Forest Resources
29 January 2010
Kastom Politics
Augusta Ali Seo was a young woman in 1963 when the British colonial government was trying to take control of a large tract of her ancestral land on the southwest coast of Santa Isabel Island, Solomon Islands. Administrators from Honiara were looking for land across the archipelago to convert to forest reserves. They figured that once these ‘uninhabited’ areas were in government hands, the forests could be better managed, including for commercial forestry.
Government officials with local mediators succeeded in negotiating transfer of 75,000 acres from the customary owners to their control. The land - known as the Allardyce Tract – today retains the name of the company to whom its care was entrusted - the Allardyce Lumber Company.

An irony of the land feud at Allardyce tract on Isabel Province’s southwest coastline is that the vast majority of land being fought over has not come under landowner control for almost half a century.
Compared to the north coast of Santa Isabel, this stretch on the way to the Allardyce tract is relatively free of log camps. Obscured by a small island, the camp at Ruruma is visible by the logs stacked at the water’s edge. But there is little activity. In March 2008 - barely a month after they had started their logging operations - Ruruma Development Company (RDC) and its logging partner Mega Enterprises were told to cease all logging in an adjacent area owned by the Isabel provincial government.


Directions for this task: All lines from the one containing "This screenshot has" through the final line of the records below should be reproduced exactly, with the pictures left out.

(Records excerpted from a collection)
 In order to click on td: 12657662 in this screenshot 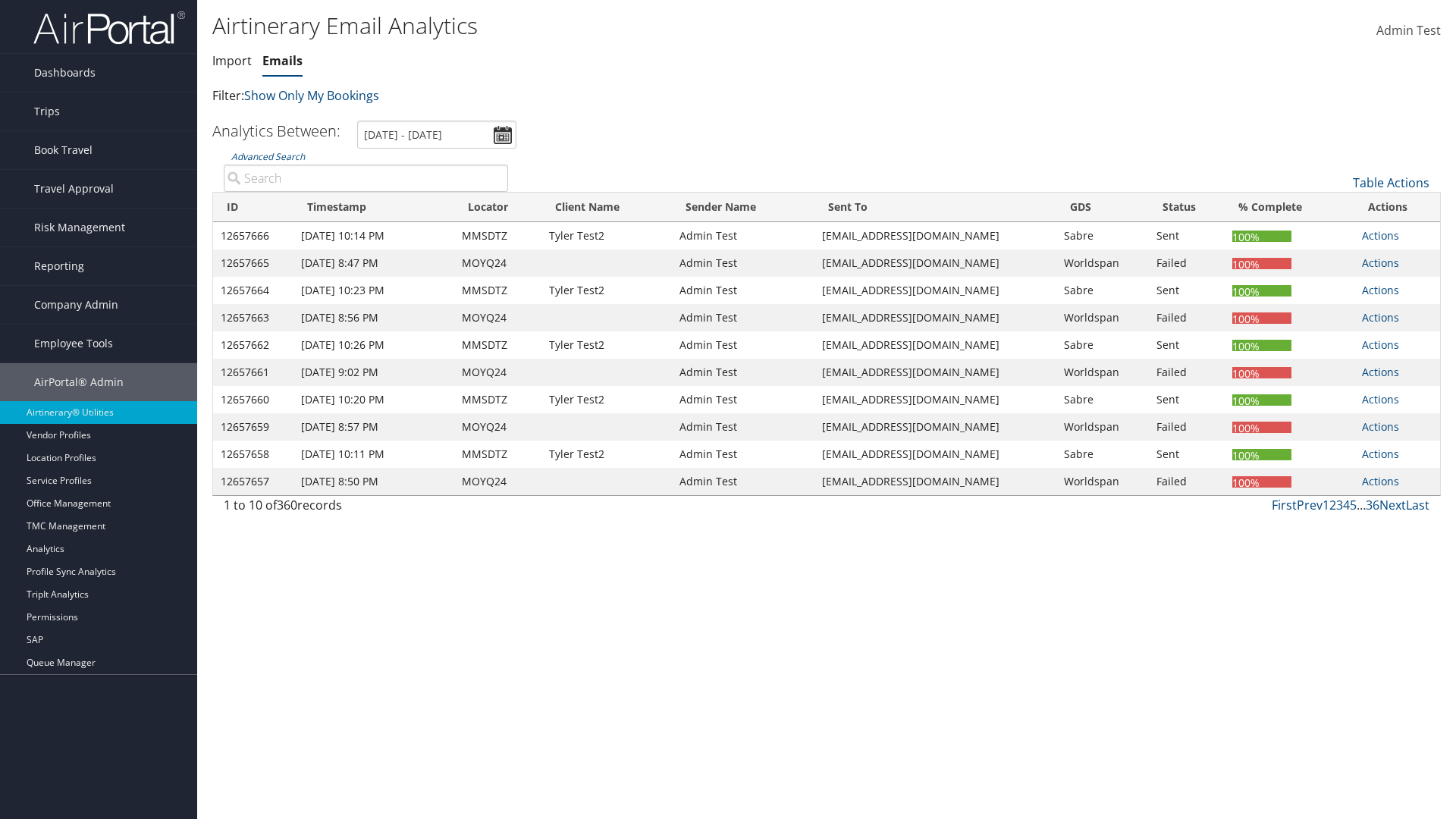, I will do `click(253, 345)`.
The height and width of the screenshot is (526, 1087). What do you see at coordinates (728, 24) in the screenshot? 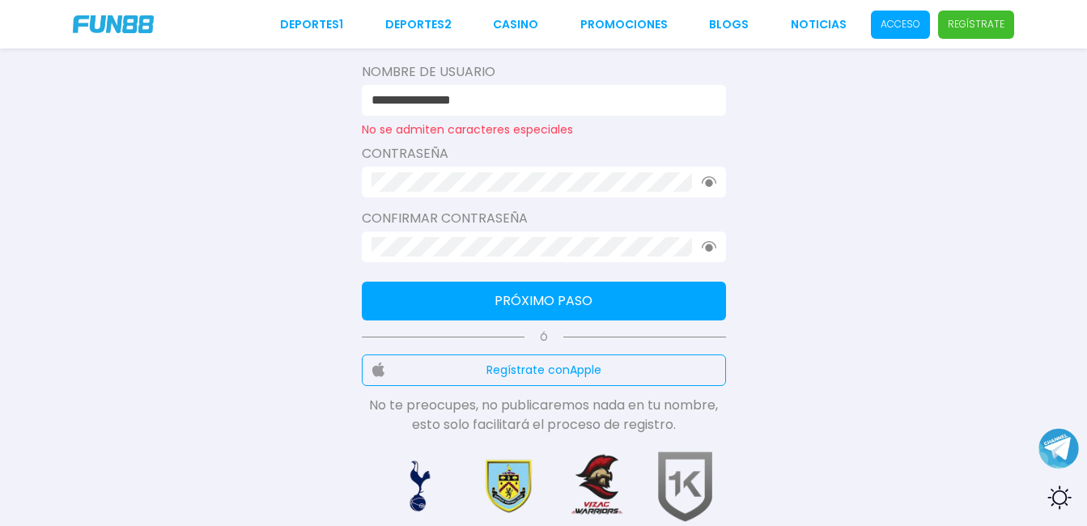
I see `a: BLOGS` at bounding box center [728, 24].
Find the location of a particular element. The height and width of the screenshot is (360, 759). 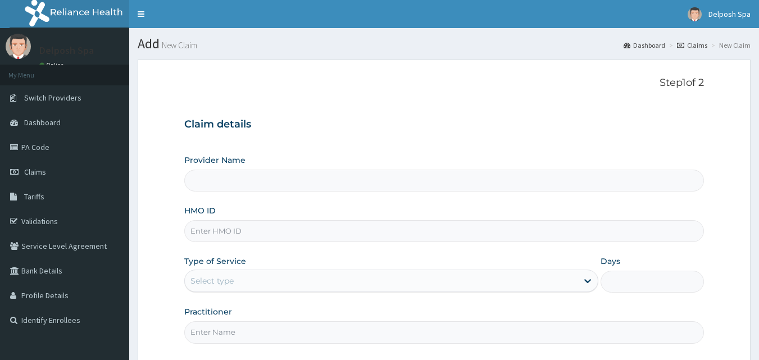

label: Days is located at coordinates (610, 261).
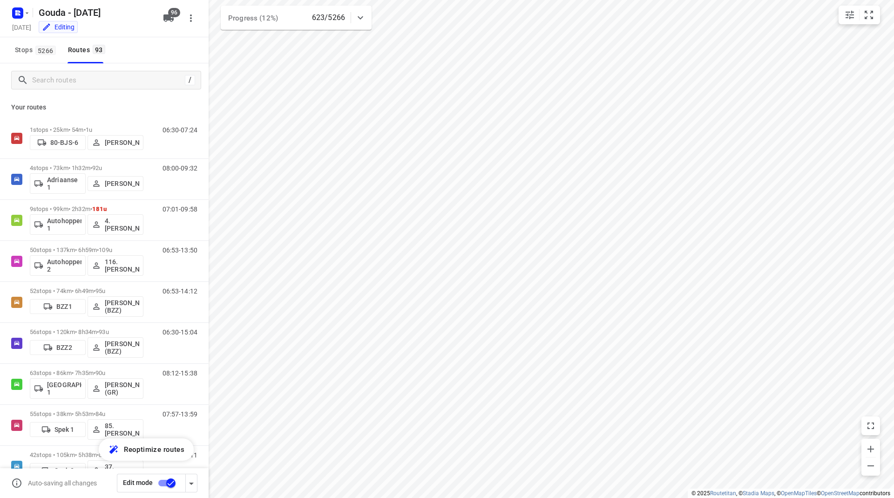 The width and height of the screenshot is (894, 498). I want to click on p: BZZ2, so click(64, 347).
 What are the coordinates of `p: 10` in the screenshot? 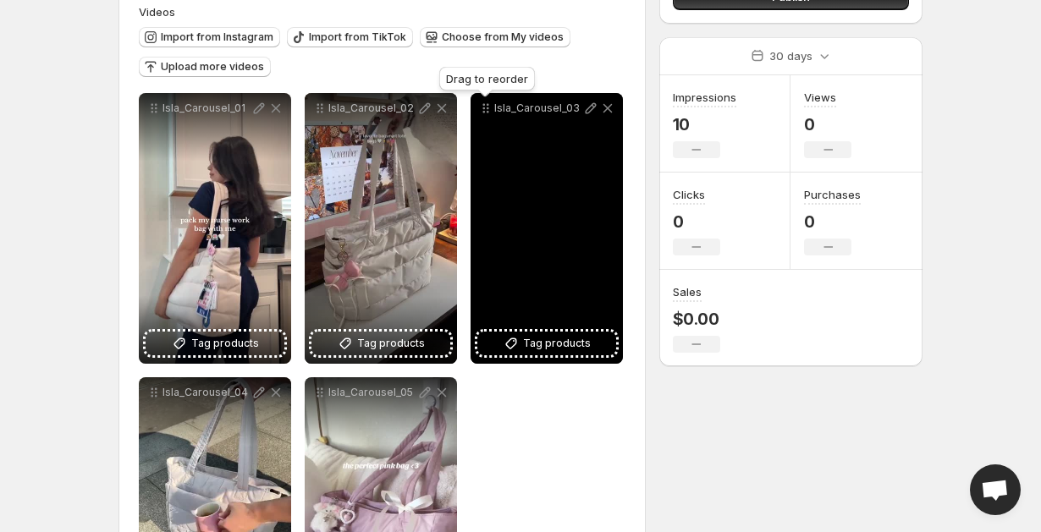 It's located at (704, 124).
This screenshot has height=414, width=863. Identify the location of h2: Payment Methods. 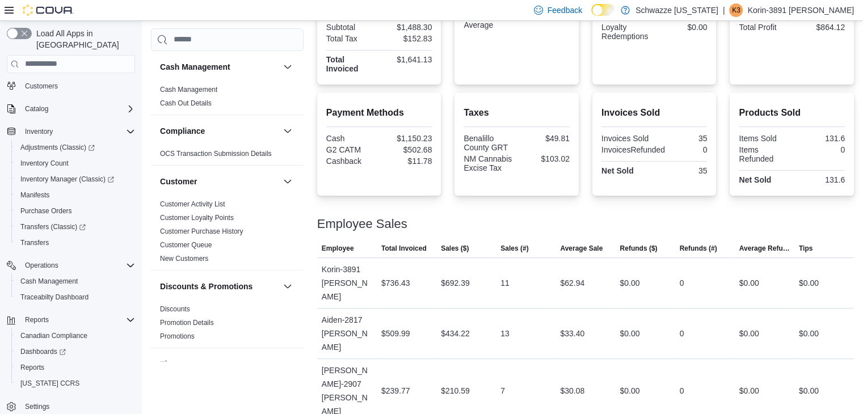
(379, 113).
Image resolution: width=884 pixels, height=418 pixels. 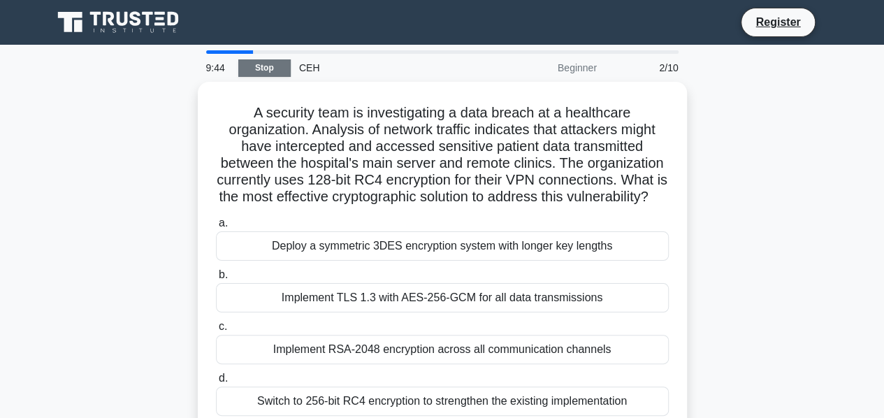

Written solution:
This screenshot has height=414, width=863. Identify the location of h2: Payment Methods. 
(379, 113).
Image resolution: width=884 pixels, height=418 pixels. 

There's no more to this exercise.